The latest United Nations assessment of the role of humans in global warming has found with “high confidence” that greenhouse gas emissions are at least partly responsible for a host of changes already under way, including longer growing seasons and shrinking glaciers.
A summary of the working draft of the report, to be released Friday in Brussels, was provided to The New York Times yesterday by several people involved in reviewing it. It is a detailed follow-up to a February report by the United Nations group, the Intergovernmental Panel on Climate Change, which was the fourth assessment since 1990 of the basic science that points to a human hand on the planet’s thermostat.
That report said there was at least a 90 percent chance that most warming since 1950 had resulted from a continuing buildup of heat-trapping emissions in the atmosphere. The new report describes the specific effects of climate changes on people and ecology; identifies those species and regions at greatest risk; and describes options for limiting risks.
Some of the changes could be beneficial, but most will prove harmful in the long run, the report says.
It finds that global warming caused by humans has almost certainly contributed to recent shifts in ecosystems, weather patterns, oceans and icy regions, and that it will have large and lasting effects on human affairs and on the planet’s web of life in this century.
The draft report predicts a variety of health effects as well, with “increased deaths, disease and injury due to heat waves, floods, storms, fires and droughts,” but also “some benefits to health such as fewer deaths from cold.”
Also in the plus column, higher concentrations of carbon dioxide, the main heat-trapping gas, are contributing to a greener world, according to the draft.
“Based on satellite observations since the early 1980s, there is high confidence that there has been a trend in many regions towards earlier greening of vegetation in the spring and increased net primary production linked to longer growing seasons and increasing atmospheric CO2 concentrations,” it said.
But warming in cool regions can bring mixed results, the draft says. For example, while temperate and higher latitudes could be friendlier to farming, they are also proving friendlier to weeds, as well as insect pests and wildfires that are likely to imperil forests.
Final details of the summary are being discussed by hundreds of authors and government representatives from more than 100 countries meeting this week in Brussels and conferring by e-mail.
Scientists and government officials sparred over the wording of the draft on Wednesday, according to some people involved, with disagreements on the level of certainty in projections of health and ecological consequences of warming.
But over all, the report is expected to provide significant new detail on a world increasingly influenced by human actions, most notably the buildup of carbon dioxide and other greenhouse gases emitted mainly by burning fossil fuels and forests.
In the long run, most regions are likely to be more harmed than helped by the changes, the draft says. For example, projections for coming decades foresee intensifying drought and downpours, as well as a relentless intrusion of rising seas — at an uncertain rate — along crowded coasts and around low-lying islands.
Water supplies fed by alpine snows or ice sheets are already experiencing changes and could be greatly disrupted, it said.
Among other findings, the draft says:
¶“Coasts are very likely to be exposed to increasing risks due to climate change and sea-level rise, and the effect will be exacerbated by increasing human-induced pressures on coastal areas.”
¶“It is likely that corals will experience a major decline due to increased bleaching and mortality due to rising seawater temperatures.”
¶Many of the world’s regions that are already vulnerable to climate and coastal hazards are likely to see the biggest effects from additional changes driven by the buildup of greenhouse gases. “Poor communities can be especially vulnerable,” it says, “because they tend to be concentrated in relatively high-risk areas, have more limited coping capacities, and can be more dependent on climate-sensitive resources such as local water and food supplies.”
The existing and projected threats to these regions are justification for a greatly intensified effort by development groups, wealthy countries, and governments in poor countries to increase resilience in regions most at risk, officials said.
Achim Steiner, a United Nations under secretary general who is executive director of the United Nations Environment Program, would not comment directly on the climate panel’s draft findings. But he said in an e-mail exchange that development projects in the world’s struggling countries would need to take climate hazards into account.
“Trillions of dollars will be invested in infrastructure in developing countries alone over the coming years,” he said. “The challenge is to ensure that climate change impacts are factored into investment decisions at the outset so that, say a road, railway or power plant, is planned with climate change in mind.”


In the data below, find each line that contains the word "bbox" and copy it.
*** Opening EXCERPTED RECORDS ***
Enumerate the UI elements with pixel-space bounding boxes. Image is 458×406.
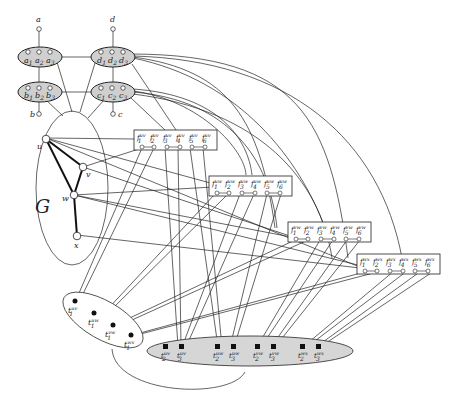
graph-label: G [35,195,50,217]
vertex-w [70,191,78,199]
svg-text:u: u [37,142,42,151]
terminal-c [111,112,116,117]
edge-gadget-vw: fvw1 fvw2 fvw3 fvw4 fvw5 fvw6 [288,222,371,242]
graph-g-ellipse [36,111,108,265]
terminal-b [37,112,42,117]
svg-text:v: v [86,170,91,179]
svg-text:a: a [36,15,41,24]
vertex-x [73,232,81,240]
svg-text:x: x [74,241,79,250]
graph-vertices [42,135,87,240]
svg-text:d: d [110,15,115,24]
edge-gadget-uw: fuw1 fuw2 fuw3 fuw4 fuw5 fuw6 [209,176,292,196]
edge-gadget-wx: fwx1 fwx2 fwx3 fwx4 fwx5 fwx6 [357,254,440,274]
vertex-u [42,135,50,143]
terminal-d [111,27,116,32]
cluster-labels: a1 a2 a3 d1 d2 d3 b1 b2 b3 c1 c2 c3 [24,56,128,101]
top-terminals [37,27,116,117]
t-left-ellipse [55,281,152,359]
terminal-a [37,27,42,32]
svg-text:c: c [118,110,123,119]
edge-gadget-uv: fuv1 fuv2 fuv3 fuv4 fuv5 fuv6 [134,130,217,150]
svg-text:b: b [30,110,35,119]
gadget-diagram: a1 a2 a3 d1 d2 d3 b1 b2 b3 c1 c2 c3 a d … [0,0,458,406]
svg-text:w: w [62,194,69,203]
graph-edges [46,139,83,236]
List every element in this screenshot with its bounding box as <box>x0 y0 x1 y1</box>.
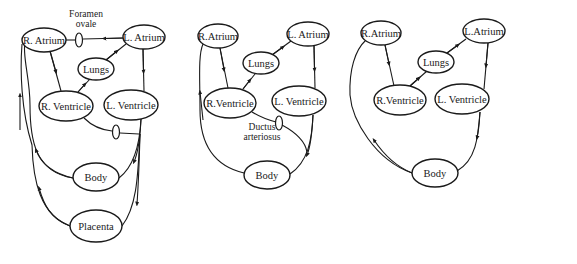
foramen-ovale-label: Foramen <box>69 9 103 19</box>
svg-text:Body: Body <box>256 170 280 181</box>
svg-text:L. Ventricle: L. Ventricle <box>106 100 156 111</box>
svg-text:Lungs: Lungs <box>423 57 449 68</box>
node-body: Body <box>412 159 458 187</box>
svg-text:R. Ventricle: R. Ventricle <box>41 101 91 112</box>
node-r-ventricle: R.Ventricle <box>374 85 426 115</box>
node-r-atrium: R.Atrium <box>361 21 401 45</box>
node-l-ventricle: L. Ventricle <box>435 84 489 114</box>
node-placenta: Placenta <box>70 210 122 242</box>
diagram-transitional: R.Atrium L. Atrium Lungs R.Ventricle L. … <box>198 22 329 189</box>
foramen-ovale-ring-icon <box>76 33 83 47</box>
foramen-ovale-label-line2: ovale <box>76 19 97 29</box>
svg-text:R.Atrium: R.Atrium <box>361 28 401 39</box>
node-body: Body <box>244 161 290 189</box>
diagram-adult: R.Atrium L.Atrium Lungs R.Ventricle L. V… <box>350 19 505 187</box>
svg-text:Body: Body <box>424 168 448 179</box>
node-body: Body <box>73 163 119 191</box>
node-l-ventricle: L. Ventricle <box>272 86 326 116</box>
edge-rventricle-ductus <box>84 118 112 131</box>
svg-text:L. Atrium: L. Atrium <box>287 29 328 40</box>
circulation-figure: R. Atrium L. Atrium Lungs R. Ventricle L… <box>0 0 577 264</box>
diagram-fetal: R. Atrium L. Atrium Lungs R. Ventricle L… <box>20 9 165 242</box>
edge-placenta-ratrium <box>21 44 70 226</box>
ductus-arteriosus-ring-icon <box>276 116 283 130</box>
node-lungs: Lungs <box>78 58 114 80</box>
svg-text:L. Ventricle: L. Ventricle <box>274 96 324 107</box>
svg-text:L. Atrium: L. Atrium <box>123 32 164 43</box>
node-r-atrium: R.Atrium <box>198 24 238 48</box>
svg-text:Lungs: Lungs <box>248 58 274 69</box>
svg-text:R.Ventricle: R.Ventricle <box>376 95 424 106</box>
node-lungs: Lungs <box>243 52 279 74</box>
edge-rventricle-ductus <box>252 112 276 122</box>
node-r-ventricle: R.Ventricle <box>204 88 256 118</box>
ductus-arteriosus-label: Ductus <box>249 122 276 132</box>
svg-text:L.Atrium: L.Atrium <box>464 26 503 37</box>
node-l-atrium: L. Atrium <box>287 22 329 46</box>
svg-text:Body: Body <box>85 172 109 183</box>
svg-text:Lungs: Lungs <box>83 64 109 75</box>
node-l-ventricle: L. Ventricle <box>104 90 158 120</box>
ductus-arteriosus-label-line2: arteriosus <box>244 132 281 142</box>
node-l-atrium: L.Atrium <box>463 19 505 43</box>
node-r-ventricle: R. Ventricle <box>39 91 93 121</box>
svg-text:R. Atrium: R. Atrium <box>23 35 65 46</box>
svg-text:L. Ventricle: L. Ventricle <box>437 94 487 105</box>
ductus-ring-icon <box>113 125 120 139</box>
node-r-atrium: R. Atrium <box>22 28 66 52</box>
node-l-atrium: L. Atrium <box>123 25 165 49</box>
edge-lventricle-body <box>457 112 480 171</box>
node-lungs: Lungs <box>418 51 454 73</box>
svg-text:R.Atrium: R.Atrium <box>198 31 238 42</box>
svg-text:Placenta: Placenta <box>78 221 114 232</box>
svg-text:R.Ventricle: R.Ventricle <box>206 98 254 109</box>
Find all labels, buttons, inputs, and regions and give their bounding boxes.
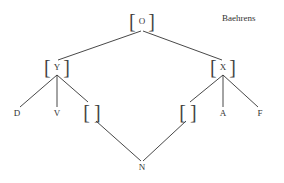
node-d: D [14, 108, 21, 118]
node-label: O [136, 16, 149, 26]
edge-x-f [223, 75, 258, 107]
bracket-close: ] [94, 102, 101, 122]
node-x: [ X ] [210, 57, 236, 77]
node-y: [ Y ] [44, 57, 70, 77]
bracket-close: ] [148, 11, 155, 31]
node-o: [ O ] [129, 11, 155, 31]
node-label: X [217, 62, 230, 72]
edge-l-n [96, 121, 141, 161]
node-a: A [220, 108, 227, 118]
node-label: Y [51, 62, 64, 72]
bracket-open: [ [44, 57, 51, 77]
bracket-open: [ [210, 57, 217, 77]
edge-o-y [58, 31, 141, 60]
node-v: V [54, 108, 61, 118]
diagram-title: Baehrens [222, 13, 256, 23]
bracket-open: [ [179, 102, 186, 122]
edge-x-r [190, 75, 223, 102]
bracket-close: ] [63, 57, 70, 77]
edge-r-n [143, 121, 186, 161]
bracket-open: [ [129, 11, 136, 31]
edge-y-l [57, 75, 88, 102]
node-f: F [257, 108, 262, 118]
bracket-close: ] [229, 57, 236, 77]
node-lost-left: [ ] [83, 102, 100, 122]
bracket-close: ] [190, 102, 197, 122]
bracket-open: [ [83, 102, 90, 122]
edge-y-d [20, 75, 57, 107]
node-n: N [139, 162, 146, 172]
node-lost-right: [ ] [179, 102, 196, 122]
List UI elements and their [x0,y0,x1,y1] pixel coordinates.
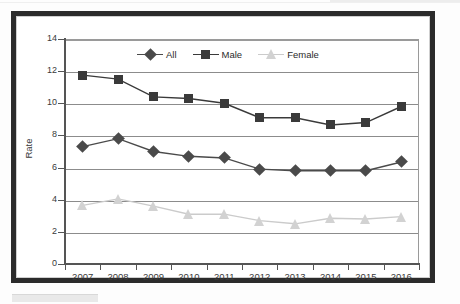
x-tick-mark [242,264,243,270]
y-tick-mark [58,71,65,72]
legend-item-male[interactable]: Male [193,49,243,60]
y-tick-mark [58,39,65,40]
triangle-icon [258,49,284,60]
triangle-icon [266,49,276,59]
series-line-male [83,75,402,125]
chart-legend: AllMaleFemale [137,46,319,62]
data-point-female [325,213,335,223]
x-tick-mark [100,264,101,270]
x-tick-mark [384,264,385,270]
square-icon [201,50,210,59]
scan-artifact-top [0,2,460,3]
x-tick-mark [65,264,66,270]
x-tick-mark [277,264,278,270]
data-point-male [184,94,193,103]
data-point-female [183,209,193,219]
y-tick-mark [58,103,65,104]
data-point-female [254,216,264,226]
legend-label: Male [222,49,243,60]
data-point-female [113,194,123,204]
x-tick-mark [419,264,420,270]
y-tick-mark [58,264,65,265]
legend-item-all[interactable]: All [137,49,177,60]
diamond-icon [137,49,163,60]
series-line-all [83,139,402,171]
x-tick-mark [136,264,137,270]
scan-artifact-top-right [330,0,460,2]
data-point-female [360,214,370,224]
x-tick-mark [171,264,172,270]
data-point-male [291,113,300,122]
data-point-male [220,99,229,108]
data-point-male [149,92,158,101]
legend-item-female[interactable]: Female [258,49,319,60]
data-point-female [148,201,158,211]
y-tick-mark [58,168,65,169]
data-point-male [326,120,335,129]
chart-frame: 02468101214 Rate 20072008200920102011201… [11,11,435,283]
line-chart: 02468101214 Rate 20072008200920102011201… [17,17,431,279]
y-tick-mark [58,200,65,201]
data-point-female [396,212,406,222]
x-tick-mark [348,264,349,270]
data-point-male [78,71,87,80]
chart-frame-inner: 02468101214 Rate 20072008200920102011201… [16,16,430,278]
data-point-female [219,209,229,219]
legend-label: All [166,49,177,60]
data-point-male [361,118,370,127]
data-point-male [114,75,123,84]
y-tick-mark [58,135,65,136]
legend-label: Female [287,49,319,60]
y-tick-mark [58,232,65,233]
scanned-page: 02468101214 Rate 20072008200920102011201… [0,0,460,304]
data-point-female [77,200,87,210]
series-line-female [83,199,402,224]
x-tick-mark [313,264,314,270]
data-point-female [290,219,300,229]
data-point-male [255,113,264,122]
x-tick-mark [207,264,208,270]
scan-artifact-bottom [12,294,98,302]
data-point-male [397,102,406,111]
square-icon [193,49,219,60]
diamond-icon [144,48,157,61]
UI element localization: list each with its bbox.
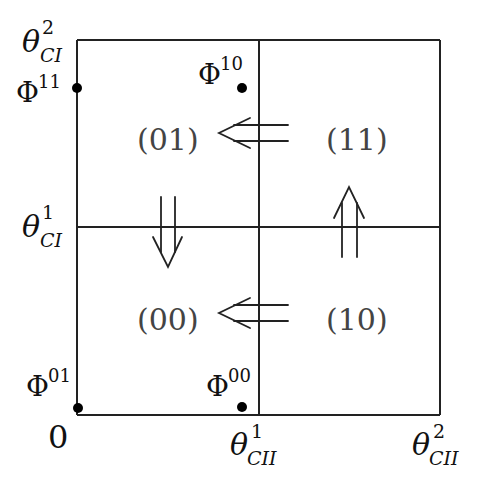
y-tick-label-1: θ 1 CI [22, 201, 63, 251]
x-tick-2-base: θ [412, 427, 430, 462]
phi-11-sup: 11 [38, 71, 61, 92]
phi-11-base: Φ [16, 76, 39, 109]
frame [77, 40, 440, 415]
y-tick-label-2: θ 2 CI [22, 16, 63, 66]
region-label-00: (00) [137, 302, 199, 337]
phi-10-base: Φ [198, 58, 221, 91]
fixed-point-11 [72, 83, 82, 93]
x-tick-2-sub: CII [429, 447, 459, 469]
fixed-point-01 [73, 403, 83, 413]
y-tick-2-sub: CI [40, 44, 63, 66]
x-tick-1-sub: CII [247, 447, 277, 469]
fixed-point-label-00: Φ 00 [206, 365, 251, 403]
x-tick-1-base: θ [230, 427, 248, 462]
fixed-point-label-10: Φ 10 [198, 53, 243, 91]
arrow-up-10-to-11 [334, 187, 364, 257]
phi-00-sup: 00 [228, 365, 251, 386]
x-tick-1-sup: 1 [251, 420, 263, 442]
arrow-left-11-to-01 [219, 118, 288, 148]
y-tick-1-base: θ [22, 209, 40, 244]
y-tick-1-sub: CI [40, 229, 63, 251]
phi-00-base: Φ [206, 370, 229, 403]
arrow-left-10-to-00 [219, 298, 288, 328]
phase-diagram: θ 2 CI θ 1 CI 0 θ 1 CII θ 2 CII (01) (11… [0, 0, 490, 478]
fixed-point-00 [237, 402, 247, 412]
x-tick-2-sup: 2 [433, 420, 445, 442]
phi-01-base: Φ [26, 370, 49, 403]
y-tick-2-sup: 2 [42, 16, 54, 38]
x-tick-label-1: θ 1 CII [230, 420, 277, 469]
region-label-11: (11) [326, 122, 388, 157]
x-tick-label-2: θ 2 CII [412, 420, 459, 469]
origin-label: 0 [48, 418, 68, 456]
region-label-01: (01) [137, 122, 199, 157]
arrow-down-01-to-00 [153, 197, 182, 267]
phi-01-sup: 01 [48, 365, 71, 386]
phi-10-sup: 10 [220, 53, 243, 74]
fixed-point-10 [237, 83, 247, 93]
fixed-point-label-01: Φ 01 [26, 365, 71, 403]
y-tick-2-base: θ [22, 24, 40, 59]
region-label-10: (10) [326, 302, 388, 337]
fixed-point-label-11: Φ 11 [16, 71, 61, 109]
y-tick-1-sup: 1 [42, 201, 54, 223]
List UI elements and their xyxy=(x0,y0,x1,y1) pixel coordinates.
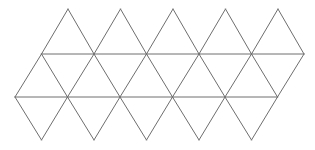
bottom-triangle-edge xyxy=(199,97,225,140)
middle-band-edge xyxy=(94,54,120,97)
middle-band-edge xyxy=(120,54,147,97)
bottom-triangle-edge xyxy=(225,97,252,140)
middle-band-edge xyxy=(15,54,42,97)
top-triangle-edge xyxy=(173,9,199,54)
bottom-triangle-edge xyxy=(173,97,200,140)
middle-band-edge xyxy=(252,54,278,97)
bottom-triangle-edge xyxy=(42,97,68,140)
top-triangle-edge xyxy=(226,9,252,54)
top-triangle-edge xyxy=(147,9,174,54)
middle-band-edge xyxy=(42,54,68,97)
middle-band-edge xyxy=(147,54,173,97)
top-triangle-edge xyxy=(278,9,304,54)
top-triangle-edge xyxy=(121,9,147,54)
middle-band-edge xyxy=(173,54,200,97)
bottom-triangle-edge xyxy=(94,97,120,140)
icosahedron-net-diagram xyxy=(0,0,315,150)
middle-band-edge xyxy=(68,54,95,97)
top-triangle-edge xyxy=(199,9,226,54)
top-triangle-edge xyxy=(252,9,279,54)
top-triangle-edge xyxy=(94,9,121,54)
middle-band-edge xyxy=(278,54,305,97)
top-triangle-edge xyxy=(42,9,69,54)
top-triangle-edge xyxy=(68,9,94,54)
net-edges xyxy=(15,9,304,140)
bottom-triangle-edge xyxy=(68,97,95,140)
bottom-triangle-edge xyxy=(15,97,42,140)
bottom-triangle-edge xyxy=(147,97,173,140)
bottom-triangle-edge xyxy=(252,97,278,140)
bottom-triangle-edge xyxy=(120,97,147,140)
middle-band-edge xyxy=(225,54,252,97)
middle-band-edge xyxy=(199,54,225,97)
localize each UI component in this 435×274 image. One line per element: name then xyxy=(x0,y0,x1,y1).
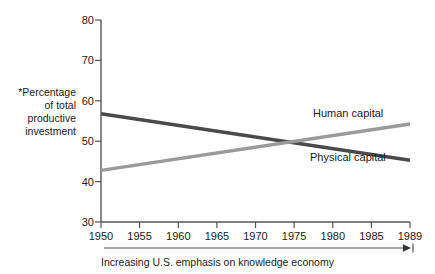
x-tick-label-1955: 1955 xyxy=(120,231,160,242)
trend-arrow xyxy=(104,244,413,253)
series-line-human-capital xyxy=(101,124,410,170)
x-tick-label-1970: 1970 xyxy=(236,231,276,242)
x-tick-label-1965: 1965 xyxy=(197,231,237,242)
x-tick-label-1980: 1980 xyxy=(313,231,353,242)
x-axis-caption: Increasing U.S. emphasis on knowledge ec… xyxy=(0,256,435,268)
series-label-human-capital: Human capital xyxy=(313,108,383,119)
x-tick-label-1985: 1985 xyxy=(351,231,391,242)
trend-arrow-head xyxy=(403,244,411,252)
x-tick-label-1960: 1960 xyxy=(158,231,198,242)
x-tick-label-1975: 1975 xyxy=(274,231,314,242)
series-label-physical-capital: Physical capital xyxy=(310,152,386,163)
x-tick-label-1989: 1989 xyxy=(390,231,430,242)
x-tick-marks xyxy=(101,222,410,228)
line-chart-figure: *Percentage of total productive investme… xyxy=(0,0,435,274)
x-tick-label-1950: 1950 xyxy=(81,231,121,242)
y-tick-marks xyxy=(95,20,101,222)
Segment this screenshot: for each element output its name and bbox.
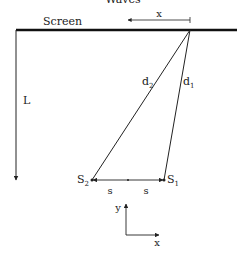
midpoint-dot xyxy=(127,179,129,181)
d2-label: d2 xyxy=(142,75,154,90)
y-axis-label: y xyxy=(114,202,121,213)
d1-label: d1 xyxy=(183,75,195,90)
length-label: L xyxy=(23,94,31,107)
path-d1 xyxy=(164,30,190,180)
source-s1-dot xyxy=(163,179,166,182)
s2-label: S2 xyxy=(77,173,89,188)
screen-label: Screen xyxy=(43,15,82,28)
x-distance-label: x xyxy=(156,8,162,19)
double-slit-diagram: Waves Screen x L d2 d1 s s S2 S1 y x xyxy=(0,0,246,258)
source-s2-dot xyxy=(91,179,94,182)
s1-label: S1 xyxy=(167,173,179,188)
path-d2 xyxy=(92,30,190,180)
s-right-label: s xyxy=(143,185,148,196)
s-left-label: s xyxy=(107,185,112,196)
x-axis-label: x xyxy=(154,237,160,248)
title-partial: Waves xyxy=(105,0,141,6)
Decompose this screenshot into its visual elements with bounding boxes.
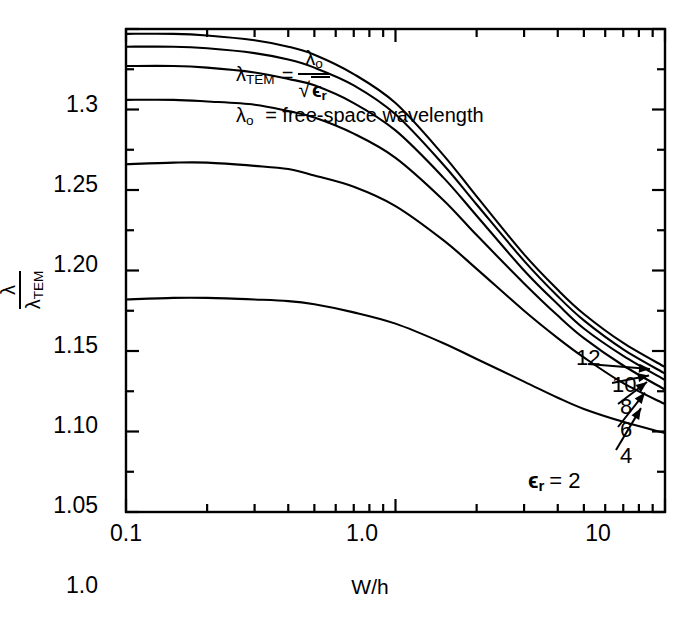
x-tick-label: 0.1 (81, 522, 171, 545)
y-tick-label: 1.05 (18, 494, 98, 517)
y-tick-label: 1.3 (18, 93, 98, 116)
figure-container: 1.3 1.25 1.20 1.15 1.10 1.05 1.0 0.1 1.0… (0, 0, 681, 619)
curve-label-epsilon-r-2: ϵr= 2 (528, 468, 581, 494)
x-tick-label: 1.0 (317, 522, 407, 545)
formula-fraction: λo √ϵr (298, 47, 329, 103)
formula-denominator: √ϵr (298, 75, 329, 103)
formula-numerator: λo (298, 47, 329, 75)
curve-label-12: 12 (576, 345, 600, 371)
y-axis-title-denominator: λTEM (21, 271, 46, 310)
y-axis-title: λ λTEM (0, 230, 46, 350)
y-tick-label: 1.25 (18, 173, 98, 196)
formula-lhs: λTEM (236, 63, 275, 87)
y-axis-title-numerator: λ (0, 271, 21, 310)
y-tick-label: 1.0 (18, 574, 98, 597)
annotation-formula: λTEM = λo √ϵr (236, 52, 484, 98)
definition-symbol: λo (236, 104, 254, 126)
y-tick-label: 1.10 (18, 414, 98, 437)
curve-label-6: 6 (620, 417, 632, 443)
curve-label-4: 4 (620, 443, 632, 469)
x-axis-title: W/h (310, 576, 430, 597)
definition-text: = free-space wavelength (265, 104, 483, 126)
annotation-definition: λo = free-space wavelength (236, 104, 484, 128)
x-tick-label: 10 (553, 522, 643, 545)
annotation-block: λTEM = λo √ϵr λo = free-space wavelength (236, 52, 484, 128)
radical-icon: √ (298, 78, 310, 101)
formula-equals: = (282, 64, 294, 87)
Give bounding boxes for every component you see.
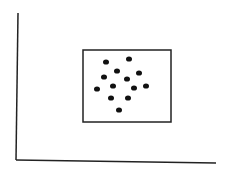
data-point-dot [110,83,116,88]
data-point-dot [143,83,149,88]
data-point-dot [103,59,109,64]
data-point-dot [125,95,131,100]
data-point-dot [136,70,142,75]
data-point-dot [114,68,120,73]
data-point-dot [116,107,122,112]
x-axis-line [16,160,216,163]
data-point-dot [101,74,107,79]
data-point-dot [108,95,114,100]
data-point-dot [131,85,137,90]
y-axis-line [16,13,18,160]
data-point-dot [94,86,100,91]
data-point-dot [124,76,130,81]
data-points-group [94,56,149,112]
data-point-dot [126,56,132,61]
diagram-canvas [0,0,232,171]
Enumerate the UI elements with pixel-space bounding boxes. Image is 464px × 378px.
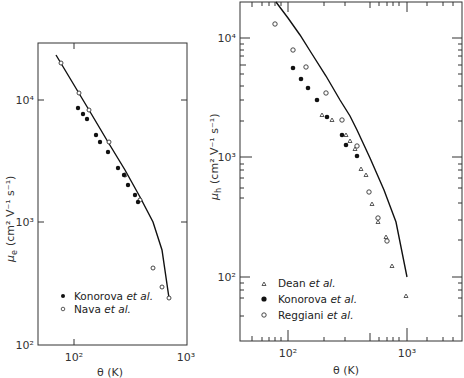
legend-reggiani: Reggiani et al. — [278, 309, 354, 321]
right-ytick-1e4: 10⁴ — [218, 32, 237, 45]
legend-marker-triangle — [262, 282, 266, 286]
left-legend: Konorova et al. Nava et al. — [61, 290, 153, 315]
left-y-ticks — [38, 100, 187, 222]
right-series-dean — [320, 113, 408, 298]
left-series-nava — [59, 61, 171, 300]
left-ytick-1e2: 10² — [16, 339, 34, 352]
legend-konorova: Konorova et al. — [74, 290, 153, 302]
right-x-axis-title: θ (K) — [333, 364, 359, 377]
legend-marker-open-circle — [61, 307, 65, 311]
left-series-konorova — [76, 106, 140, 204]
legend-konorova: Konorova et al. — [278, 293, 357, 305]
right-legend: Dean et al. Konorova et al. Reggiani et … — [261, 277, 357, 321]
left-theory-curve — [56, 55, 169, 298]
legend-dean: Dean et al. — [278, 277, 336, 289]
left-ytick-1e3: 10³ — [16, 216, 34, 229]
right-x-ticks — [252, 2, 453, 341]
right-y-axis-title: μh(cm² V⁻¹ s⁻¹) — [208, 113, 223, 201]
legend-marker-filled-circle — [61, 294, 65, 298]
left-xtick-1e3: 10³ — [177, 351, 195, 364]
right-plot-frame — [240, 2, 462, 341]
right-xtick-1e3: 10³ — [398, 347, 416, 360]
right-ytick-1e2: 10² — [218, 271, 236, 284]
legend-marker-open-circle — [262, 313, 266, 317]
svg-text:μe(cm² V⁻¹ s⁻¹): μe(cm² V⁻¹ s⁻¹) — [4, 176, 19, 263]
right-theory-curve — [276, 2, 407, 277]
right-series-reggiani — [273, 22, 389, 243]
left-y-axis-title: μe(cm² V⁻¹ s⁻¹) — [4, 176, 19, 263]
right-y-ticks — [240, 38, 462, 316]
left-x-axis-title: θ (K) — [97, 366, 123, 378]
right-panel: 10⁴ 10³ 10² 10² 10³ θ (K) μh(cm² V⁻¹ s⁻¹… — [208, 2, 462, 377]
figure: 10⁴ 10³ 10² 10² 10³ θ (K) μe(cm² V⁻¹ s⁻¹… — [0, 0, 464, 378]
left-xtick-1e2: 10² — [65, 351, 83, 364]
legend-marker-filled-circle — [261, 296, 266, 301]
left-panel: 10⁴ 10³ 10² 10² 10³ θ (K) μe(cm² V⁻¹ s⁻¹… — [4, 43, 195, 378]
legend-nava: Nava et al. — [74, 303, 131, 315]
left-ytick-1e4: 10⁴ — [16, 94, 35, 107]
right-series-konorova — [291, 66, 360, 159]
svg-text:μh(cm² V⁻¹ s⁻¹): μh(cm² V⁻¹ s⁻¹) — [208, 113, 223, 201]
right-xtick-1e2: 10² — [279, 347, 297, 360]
*** Closing EXCERPTED RECORDS ***
ANSWER SPACE:
UI element localization: list each with its bbox.
Segment this screenshot: for each element output its name and bbox.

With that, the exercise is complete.